For the rest of the journey she had alternated glances over her shoulder, checking to see if they were being followed, with long spells spent staring at the photograph which she had kept up on her now-offline computer screen. She tried to look at it from different angles, to see if there was any way that the lean, handsome young man in the picture was not Stephen Baker.
She had tried and she had failed.
Could it have been doctored? You could do anything these days on Photoshop. But even as she grasped at that straw, she knew that Forbes would not have gone to such lengths to protect a bogus photograph. This was his ‘blanket’, the insurance policy designed to protect his life. The photo must be real.
And yet, she had seen the picture cherished for so long by Anne Everett, the clipping from The Daily World showing young Baker in Washington, DC, on the other side of the continent, on the very same day as the hotel fire. It made no sense.
Eventually the cab passed a sign for the General Aviation building and Maggie jumped out, thrusting a wad of bills into the driver’s hand. She looked at her watch: the plane was due to take off in fourteen minutes.
She did her best to straighten herself out and to walk tall.
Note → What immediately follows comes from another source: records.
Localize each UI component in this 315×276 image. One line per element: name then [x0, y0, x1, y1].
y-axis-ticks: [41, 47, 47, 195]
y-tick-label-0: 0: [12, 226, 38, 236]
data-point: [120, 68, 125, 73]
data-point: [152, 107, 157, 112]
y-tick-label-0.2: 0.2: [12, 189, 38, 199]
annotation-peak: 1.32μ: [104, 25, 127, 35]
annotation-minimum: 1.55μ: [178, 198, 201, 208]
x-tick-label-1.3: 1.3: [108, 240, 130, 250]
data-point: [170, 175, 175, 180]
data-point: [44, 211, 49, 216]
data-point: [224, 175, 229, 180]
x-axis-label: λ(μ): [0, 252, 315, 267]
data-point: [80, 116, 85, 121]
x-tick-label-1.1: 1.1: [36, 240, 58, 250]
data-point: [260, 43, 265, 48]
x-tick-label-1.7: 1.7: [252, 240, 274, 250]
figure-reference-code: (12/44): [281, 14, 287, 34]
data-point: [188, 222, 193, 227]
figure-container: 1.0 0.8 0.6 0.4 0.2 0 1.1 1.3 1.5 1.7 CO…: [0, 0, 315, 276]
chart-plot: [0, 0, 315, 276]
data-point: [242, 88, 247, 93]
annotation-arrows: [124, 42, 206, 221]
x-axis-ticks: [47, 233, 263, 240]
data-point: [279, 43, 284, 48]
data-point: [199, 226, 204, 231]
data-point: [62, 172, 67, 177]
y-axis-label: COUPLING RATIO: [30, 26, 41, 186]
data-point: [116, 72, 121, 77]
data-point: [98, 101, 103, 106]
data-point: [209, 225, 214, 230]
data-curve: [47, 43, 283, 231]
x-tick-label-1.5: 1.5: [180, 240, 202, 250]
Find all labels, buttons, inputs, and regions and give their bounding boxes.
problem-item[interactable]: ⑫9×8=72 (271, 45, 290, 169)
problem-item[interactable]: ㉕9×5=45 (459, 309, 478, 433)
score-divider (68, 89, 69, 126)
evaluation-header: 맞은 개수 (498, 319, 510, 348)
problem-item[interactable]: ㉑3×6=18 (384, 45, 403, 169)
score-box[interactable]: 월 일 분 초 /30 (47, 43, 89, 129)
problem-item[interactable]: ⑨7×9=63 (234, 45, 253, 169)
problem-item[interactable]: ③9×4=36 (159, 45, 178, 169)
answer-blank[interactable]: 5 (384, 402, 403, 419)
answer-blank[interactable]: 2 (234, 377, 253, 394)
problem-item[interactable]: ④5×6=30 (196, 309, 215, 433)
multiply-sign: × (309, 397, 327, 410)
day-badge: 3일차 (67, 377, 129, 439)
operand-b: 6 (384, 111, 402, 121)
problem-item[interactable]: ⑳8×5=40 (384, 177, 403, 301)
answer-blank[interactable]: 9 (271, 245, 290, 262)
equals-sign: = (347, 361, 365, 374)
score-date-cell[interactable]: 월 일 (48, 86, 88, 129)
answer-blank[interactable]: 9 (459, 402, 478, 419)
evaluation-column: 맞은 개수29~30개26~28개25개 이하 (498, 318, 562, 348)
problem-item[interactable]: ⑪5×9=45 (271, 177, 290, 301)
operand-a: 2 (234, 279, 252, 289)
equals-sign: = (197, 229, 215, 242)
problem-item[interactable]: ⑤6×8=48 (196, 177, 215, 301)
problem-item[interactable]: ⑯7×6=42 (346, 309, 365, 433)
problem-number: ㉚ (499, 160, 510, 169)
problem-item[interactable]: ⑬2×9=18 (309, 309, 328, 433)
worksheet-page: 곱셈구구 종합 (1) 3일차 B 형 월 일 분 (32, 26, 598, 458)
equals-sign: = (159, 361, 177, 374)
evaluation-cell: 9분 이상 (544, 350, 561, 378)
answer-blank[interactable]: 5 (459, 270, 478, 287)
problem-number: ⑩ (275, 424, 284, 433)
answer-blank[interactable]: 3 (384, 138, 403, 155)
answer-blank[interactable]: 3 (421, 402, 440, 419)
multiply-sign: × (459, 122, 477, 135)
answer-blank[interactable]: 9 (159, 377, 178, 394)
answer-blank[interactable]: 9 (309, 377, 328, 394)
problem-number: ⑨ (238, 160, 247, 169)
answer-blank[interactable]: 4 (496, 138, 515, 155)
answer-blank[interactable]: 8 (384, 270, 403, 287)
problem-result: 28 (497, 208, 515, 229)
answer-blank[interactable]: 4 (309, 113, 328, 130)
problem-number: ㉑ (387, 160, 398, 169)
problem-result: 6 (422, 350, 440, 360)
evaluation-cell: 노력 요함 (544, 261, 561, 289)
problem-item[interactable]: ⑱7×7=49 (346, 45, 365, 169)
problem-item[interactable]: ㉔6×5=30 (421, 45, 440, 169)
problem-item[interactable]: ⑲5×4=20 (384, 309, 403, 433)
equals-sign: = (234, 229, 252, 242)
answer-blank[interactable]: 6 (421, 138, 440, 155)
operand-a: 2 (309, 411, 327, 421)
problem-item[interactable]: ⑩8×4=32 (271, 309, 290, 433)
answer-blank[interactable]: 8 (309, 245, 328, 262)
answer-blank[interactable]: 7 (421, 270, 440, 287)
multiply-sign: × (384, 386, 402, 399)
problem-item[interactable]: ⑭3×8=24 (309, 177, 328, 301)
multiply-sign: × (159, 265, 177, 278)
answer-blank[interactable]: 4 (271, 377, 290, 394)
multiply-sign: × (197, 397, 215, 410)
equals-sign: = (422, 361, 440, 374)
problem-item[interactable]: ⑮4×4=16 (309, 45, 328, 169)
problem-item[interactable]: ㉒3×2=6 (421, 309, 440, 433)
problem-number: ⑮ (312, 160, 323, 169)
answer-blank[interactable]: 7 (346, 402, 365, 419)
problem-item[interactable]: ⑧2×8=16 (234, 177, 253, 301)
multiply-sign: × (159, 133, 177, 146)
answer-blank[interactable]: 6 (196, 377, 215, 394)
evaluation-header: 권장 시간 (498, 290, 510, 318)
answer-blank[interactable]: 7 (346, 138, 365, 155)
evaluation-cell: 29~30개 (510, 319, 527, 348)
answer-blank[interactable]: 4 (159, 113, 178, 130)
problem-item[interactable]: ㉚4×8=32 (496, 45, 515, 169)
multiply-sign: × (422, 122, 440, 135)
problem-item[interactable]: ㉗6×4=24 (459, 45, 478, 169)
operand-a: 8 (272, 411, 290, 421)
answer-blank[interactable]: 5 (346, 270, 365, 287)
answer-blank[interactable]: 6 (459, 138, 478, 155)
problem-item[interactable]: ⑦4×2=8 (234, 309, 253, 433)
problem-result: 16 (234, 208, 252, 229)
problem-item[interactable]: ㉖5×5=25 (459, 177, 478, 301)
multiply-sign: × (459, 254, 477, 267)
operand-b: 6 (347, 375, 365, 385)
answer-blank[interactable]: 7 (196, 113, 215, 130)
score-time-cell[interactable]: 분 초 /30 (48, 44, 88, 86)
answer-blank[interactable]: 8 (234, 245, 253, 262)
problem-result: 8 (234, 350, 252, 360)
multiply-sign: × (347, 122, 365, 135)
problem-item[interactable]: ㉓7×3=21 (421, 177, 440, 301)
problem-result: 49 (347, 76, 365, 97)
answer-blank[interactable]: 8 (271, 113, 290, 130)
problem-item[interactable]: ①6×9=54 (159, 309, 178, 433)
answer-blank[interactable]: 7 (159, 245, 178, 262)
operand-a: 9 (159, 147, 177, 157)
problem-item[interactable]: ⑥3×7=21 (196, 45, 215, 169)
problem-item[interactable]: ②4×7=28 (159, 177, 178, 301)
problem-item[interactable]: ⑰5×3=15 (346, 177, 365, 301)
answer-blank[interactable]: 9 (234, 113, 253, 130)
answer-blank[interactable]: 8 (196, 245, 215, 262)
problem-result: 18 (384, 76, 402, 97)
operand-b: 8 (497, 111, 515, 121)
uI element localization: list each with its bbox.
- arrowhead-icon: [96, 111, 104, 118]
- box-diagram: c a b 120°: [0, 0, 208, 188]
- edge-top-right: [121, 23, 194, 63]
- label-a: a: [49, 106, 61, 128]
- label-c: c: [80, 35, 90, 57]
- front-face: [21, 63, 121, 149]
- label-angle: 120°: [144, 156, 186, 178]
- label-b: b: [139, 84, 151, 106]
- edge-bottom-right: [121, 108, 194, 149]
She needed to look like the kind of woman who knew her way around a private airfield for the highest-paying corporate customer.
She strode up to the reception desk. ‘I’m afraid this is very urgent. I’m here for the AitkenBruce flight to Washington that leaves in a few minutes? I have some important documents to deliver to them.’
‘Are they flying out of nineteen or twenty-four today?’
‘You know, they didn’t say. Could you check for me?’
The woman tapped away at her computer. ‘It’s runway nineteen. I’ll let them know you’re here.’
Maggie turned around and headed for the door, the voice of the receptionist calling after her: ‘Miss! Excuse me! Someone’s coming to meet you here. You’re not to go out there. Miss!’
As she walked headlong into the wind, vicious in this flat expanse of asphalt, it was a struggle to maintain her confident, head-up-shoulders-back stride. Eventually she broke into a jog. She passed a sign for Runway 1 and, a full five minutes later, Runway 6. It was no good. There was just too much ground to cover. Her sides heaved: her battered ribs complained. She looked at her watch. Six minutes to take-off. She was never going to make it. But she had to: she was perhaps the only obstacle standing between Roger Waugh and Stephen Baker; the only one who could unravel the mystery that tied them together. Taking a deep breath, she drove herself into a faster jog, cursing all the damage that cigarettes and her own bloody-minded refusal ever to visit a gym had done to her poor lungs.
Finally, she saw a marker indicating that she was at Runway 19. Three minutes to take-off. She stood where she was, near three parked, golfcart-style airport buggies, and looked straight ahead.
Before her, separated by a grass strip perhaps seventy yards wide, was the sleek body of a Gulfstream jet. The top half was painted white, with a long curve of black just below the seven passenger portholes. At the rear, flanking the tail, were the mighty jet engines, already revving up. The noise was so loud she could feel it vibrating through her breastbone.